What does an RBT actually do all day?

Forget the job-description jargon. Here's a real behavior technician's day, session by session — and an honest look at whether the work would suit you.

On paper, a Registered Behavior Technician "implements behavior-analytic services under the supervision of a BCBA." In practice? You're the person on the floor with a child, turning a clinical treatment plan into games, practice, and hundreds of small wins — and writing down exactly what happened. It's the most hands-on role in ABA therapy, and the reason the field works at all.

The core of the job

Whatever the setting, an RBT's work is a loop of four things:

A day in the life (in-home + clinic mix)

8:45am — Prep. Skim yesterday's notes and today's targets. Pack reinforcers — the specific toys and activities this client works for.

9:00–12:00 — Morning client (clinic). Greeting and pairing (a few minutes of pure fun so you're the best part of the room), then blocks of table work and play-based teaching: matching, imitation, requesting. You're logging every trial. Mid-morning, the BCBA drops in to observe — that's your supervision time, not a performance review.

12:00–12:45 — Notes and lunch. Session note while it's fresh: objective, factual, no interpretation.

1:00–4:00 — Afternoon client (in-home). Same loop, different world: a living room instead of a therapy room, siblings around, real-life targets like hand-washing and tolerating "no." A parent watches the last half hour and you model how to run one program — parent training in miniature.

4:00–4:15 — Wrap. Final data sync, note submitted, mileage logged. Done.

Swap the hours around for school-based roles (school-day schedule) or after-school caseloads (roughly 12–7pm). Full-time is typically 30–40 hours; part-time and after-school-only schedules are common — one reason the role fits students and career-changers so well. Pay varies by setting and market; see the salary guide for real numbers.

The honest hard parts

Who thrives in this job

The best RBTs we see share four traits: patience that doesn't run out at hour three, playfulness (you are the reinforcer half the time), consistency (following the plan exactly, every time), and coachability — you get supervised constantly, and people who enjoy feedback grow fast. If that's you, this career path has unusually short lines between effort and reward: certification in weeks (here's how), and a straight route onward to BCBA if you want it.

See what the job pays near you.

In-home, clinic, school, and after-school RBT roles across all 50 states. One 30-second form, always free for technicians.

Find RBT jobs near me →

Role specifics vary by employer, client needs, and state regulations. RBTs practice under BCBA supervision per BACB requirements.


**Description of the task**
Repeat the listing below exactly as given.
═══ Data supplied
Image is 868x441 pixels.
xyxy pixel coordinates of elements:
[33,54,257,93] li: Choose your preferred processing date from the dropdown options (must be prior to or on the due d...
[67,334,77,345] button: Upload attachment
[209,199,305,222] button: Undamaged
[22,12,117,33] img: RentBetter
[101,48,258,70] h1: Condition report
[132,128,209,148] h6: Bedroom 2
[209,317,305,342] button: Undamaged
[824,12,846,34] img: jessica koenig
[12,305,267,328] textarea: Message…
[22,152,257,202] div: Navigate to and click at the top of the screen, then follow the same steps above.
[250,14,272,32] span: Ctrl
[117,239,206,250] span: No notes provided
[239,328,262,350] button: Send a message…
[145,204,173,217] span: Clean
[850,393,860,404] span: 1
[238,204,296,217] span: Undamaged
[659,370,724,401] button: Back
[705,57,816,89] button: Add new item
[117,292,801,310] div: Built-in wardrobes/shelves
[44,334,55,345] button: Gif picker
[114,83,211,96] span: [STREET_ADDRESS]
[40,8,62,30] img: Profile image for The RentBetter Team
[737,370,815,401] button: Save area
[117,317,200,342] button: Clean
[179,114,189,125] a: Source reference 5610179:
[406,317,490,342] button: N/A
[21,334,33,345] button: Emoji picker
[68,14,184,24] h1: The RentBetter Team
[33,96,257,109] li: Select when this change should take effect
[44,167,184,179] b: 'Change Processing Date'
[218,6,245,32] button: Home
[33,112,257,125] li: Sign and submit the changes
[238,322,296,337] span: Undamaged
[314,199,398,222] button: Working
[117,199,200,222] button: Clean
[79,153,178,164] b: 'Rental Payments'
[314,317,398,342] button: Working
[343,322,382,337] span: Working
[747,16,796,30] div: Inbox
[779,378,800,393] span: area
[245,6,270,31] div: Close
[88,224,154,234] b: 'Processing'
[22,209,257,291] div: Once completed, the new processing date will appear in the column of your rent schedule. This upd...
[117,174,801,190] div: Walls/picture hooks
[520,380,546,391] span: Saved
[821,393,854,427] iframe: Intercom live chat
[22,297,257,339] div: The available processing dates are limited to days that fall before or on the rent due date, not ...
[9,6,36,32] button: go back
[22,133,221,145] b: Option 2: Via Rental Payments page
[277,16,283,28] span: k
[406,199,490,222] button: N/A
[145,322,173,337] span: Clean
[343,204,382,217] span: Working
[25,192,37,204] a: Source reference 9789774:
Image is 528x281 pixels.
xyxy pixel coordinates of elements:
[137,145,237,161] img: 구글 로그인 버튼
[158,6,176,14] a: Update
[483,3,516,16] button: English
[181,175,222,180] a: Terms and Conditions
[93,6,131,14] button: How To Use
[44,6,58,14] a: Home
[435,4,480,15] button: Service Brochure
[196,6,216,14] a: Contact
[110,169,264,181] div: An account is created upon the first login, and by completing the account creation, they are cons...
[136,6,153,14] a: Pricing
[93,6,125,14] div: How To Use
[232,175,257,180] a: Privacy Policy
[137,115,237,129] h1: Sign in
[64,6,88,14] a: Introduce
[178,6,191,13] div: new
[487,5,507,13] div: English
══════
**Solution for this problem**
Image is 868x441 pixels.
xyxy pixel coordinates of elements:
[33,54,257,93] li: Choose your preferred processing date from the dropdown options (must be prior to or on the due d...
[67,334,77,345] button: Upload attachment
[209,199,305,222] button: Undamaged
[22,12,117,33] img: RentBetter
[101,48,258,70] h1: Condition report
[132,128,209,148] h6: Bedroom 2
[209,317,305,342] button: Undamaged
[824,12,846,34] img: jessica koenig
[12,305,267,328] textarea: Message…
[22,152,257,202] div: Navigate to and click at the top of the screen, then follow the same steps above.
[250,14,272,32] span: Ctrl
[117,239,206,250] span: No notes provided
[239,328,262,350] button: Send a message…
[145,204,173,217] span: Clean
[850,393,860,404] span: 1
[238,204,296,217] span: Undamaged
[659,370,724,401] button: Back
[705,57,816,89] button: Add new item
[117,292,801,310] div: Built-in wardrobes/shelves
[44,334,55,345] button: Gif picker
[114,83,211,96] span: [STREET_ADDRESS]
[40,8,62,30] img: Profile image for The RentBetter Team
[737,370,815,401] button: Save area
[117,317,200,342] button: Clean
[179,114,189,125] a: Source reference 5610179:
[406,317,490,342] button: N/A
[21,334,33,345] button: Emoji picker
[68,14,184,24] h1: The RentBetter Team
[33,96,257,109] li: Select when this change should take effect
[44,167,184,179] b: 'Change Processing Date'
[218,6,245,32] button: Home
[33,112,257,125] li: Sign and submit the changes
[238,322,296,337] span: Undamaged
[314,199,398,222] button: Working
[117,199,200,222] button: Clean
[79,153,178,164] b: 'Rental Payments'
[314,317,398,342] button: Working
[343,322,382,337] span: Working
[747,16,796,30] div: Inbox
[779,378,800,393] span: area
[245,6,270,31] div: Close
[88,224,154,234] b: 'Processing'
[22,209,257,291] div: Once completed, the new processing date will appear in the column of your rent schedule. This upd...
[117,174,801,190] div: Walls/picture hooks
[520,380,546,391] span: Saved
[821,393,854,427] iframe: Intercom live chat
[22,297,257,339] div: The available processing dates are limited to days that fall before or on the rent due date, not ...
[9,6,36,32] button: go back
[22,133,221,145] b: Option 2: Via Rental Payments page
[277,16,283,28] span: k
[406,199,490,222] button: N/A
[145,322,173,337] span: Clean
[343,204,382,217] span: Working
[25,192,37,204] a: Source reference 9789774:
Image is 528x281 pixels.
xyxy pixel coordinates of elements:
[137,145,237,161] img: 구글 로그인 버튼
[158,6,176,14] a: Update
[483,3,516,16] button: English
[181,175,222,180] a: Terms and Conditions
[93,6,131,14] button: How To Use
[44,6,58,14] a: Home
[435,4,480,15] button: Service Brochure
[196,6,216,14] a: Contact
[110,169,264,181] div: An account is created upon the first login, and by completing the account creation, they are cons...
[136,6,153,14] a: Pricing
[93,6,125,14] div: How To Use
[232,175,257,180] a: Privacy Policy
[137,115,237,129] h1: Sign in
[64,6,88,14] a: Introduce
[178,6,191,13] div: new
[487,5,507,13] div: English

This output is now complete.